March Keto Madness - Show us your meals!


#41

I mostly eat pork, not beef but it must be tricky with ground meat, I can keep the fat in very well if I roast a bigger slab… I probably would mix it with egg and whatnot and make meatballs, that should trap the fat (and it needs some to fry in anyway. or make a little sauce if one doesn’t fry them). My meatballs are pork, of course, the leanest meat I have and a lot of fatty skin and the fat stays in but maybe it’s partly because it’s together with the skin?
Whatever, if it’s just fried alone, it should release the most fat, stuck together should help.
There must be lots of dishes where the fat is rendered out but is eaten together with the meat… If it’s too fatty, you need leaner meat anyway.
No idea if it was any helpful.


I keep forgetting making photos…


(Bob M) #42

That is a very interesting sloppy joe recipe.


(E P) #43

2 TB olive oil, 2 egg omelet/pancake, another TB of olive oil drizzled on top. Stick-blend with a quarter tsp xanthan gum for a smooth, airy texture, cooked on low in a small iron skillet, covered. High fat, fun texture, not greasy.

The Terra Delyssa Tunisian olive oil at Walmart is nicely peppery. And these bottles are handy for measuring oils if you’re not super concerned about microplastics, although not opaque. Keep in the dark so the oil doesn’t go bad from sunlight.

The same ingredients make a lovely Ninja Creami ice cream! 2 TB olive oil blended with an egg or two and a quarter tsp xanthan, with a quarter cup of water and some stevia and vanilla. The toasted sesame oil version tastes like halva, my favorite! We also make chocolate, mint chocolate, mocha, coffee, caramel, coconut, etc using flavor extracts and avocado oil since it’s a more blank canvas. Some in our family like whey protein powder or berries in their pints.


(B Creighton) #44

I just bought some flounder. It’s been a long time since I’ve made any… I used to top it with some yogurt and spices. Other suggestions?


(E P) #45

@scaperdude Sometimes I blitz pork rinds into crumbs in the blender and use for breading for air frying fish or chicken. Honestly the family prefers it at this point.


#46

Creamy, cheesy sauce with lemon top if you fancy? Not had flounder but I do the sauce with basa…


(Bob M) #47

Is flounder the fish that’s really quite flat? If so, how do you cook it without overcooking it?


(KM) #48

My go-to is hot pan with ghee in it, dip flounder in beaten egg and then crushed pork rinds and a bit of parmesan, fry about 3 minutes on each side. If you get lucky this is a nice crust that holds everything together. If you don’t, it sticks to the pan and you wind up with a pile of fish flakes mixed with pork rinds. Which is still delicious.


#49

Quickly :slight_smile:

Well it helps if one has no such thing as overcooking… I am good at that. Love super well done food in most cases. I am just too impatient to waste needless cooking time on things. And some items don’t even respond well but it’s very exceptional in my case.
Fish doesn’t need much time though when frying. Fish soups take a long time but that’s different.

Yes. That comforts me when it happens. Some fish is so very fragile, I am not used to it…

I never make a photo of my food anymore but I eat some lovely things. Maybe tomorrow I will make a photo, who knows, the marinated thin and very lean (trimmed green ham!) pork was very lovely with the spice flakes everywhere (where it didn’t fall off. lard mixed with spice, it didn’t behave perfectly. I am very new at marinades as I just normally find it unnecessary extra work).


* **TASK GOAL**
None of the pictures should appear; the lines from the line containing "Image: 1024*680. Detect" through the last line of the listing must be repeated exactly.

☆ ☆ ☆ ☆

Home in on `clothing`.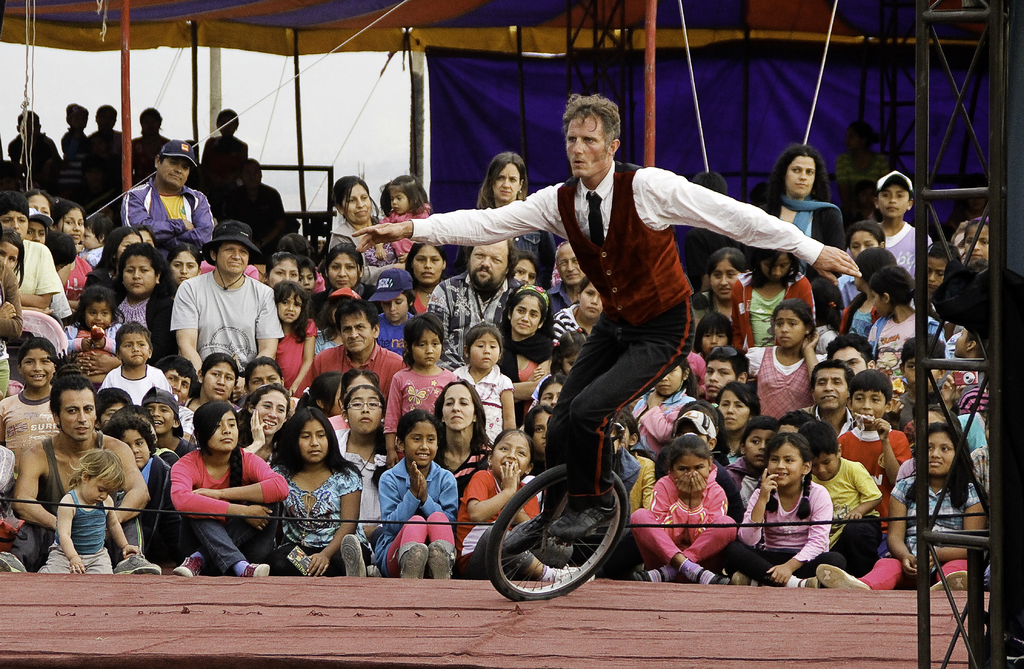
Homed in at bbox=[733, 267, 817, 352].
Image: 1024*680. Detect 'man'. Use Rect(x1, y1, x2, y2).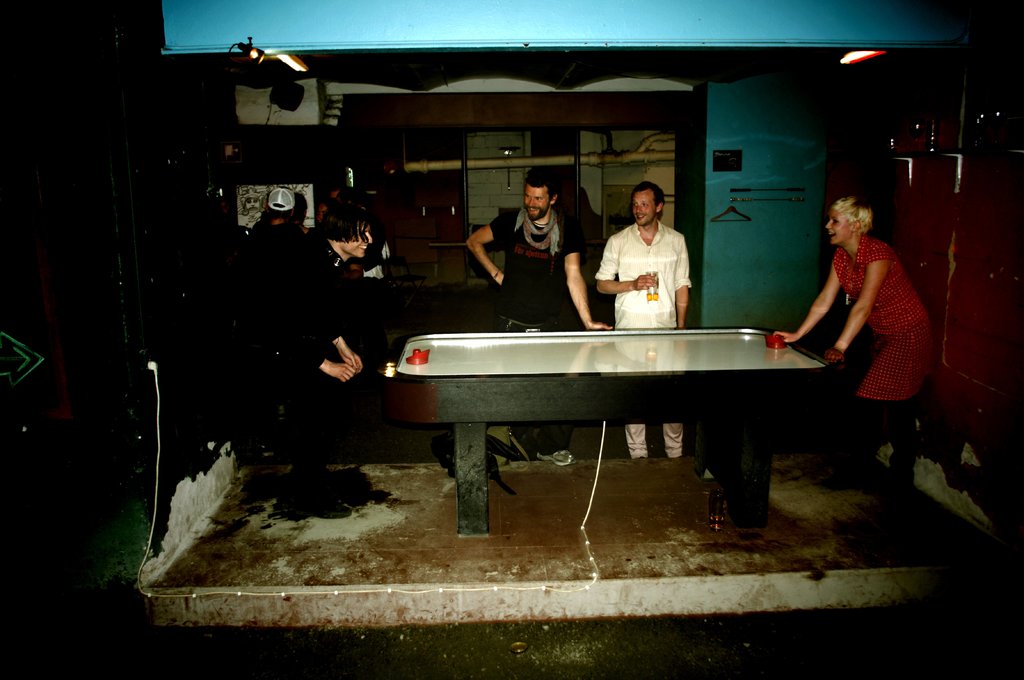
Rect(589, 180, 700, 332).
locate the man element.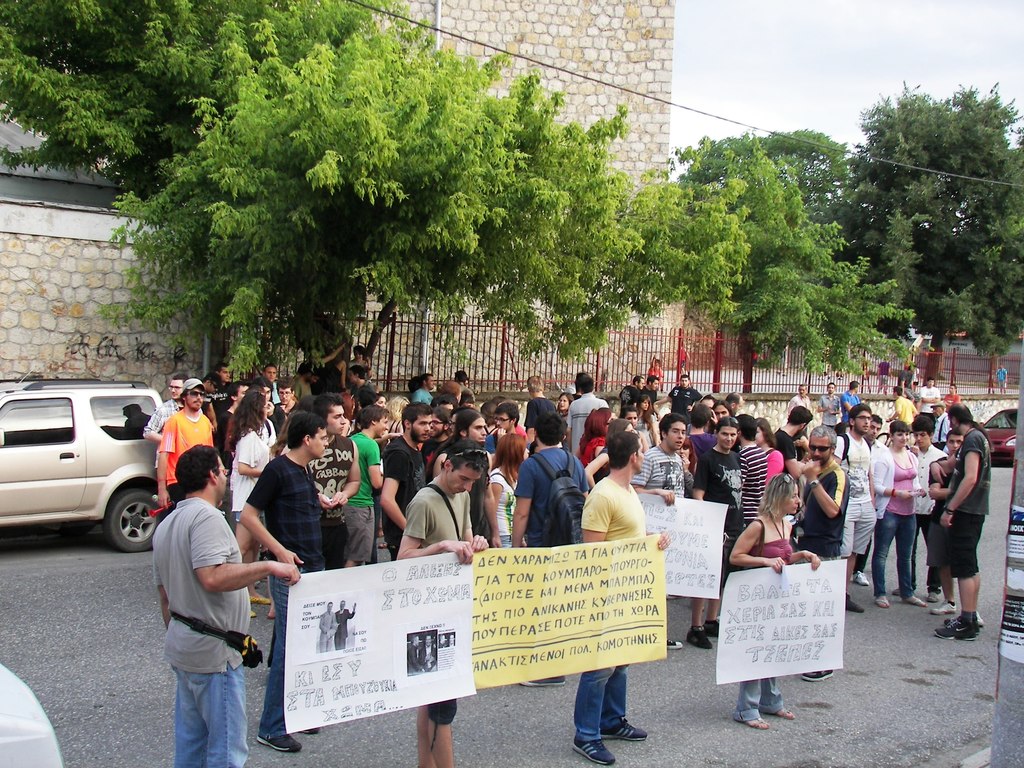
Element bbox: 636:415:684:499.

☆ ☆ ☆ ☆

* **RESPONSE AREA**
Image: 1024*680. Detect 'man'. Use Rect(x1, y1, x2, y2).
Rect(589, 180, 700, 332).
locate the man element.
Element bbox: 636:415:684:499.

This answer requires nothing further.